There was one small window near where they were standing and the four boys crowded up to this, jostling each other in the attempt to be the first to see through the dingy pane.

“Hey!” whispered Jimmy in anguish, as Joe’s foot clamped firmly down upon his. “Quit parking on my toe, will you? There’s lots of room on the ground.”

Joe snickered derisively and that small sound came near to proving their undoing. For inside the cabin it happened that for a moment every one had stopped talking and in the silence Joe’s laugh was distinctly audible.

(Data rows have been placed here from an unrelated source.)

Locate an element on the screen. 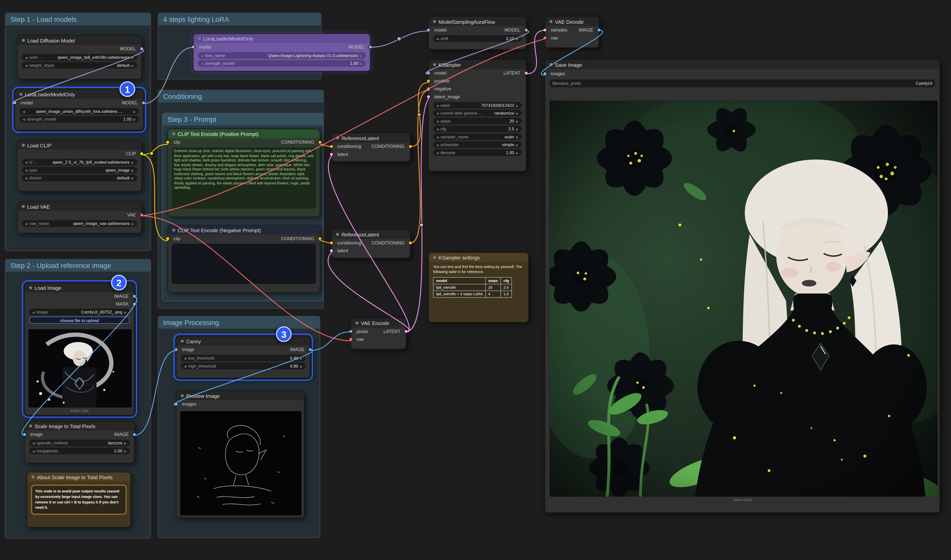 The width and height of the screenshot is (951, 560). node-title-bar: ModelSamplingAuraFlow is located at coordinates (477, 22).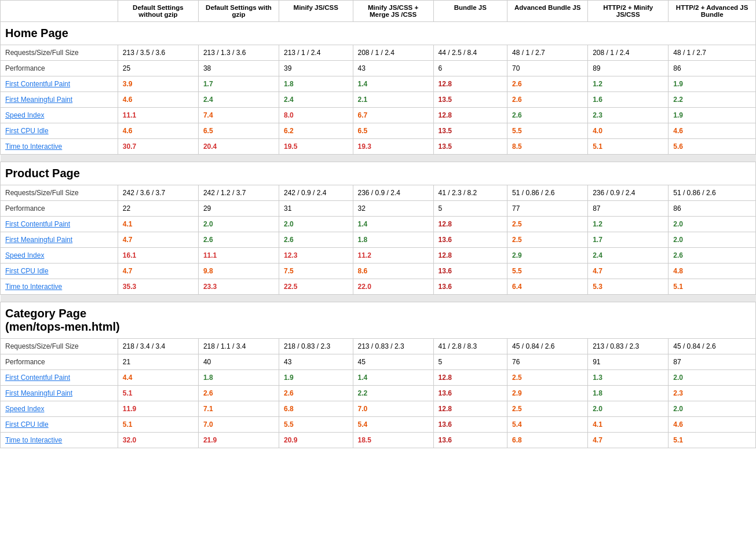 The height and width of the screenshot is (549, 756). I want to click on fcp-val-2-2: 1.9, so click(316, 378).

“Some one’s getting in on this,” they heard one of the voices say, as though its owner were nervous, yet was trying his best to hide his uneasiness. “Let’s take a look around, boys. You never can be too sure.”

The radio boys looked at each other in consternation. There was no time to get away, even if they had wanted to. And now that they were convinced there was crooked work going on in the shack, they certainly did not want to leave.

Bob flattened himself against the wall and motioned to his chums to do likewise. If the fellows found them and wanted to put up a fight, “well, they’d get their money’s worth, anyway.”

But it so happened that the lads were not discovered. The door of the shack was on the opposite side from them, and either the men were too lazy to search carefully or they were too confident of the obscurity of their meeting place. At any rate, they went to the door, looked around, and, finding no one within sight, evidently decided that they had been mistaken in thinking they had heard a suspicious noise and reëntered the shack without searching further.

“You’re crazy, Mohun,” the boys heard one of them remark, in an irritable voice. “You’re letting your imagination—and your nerves—run away with you.”

“Well, this deal is enough to get on anybody’s nerves,” was the grumbled reply, evidently from the person addressed as Mohun. “If we don’t put it across pretty quick I’m going to quit. I’ve told you too much delay would be fatal.”

The boys glanced at each other, and the relief they had felt at not being discovered was closely followed by huge excitement as they became more and more certain that they were on the verge of making an important discovery.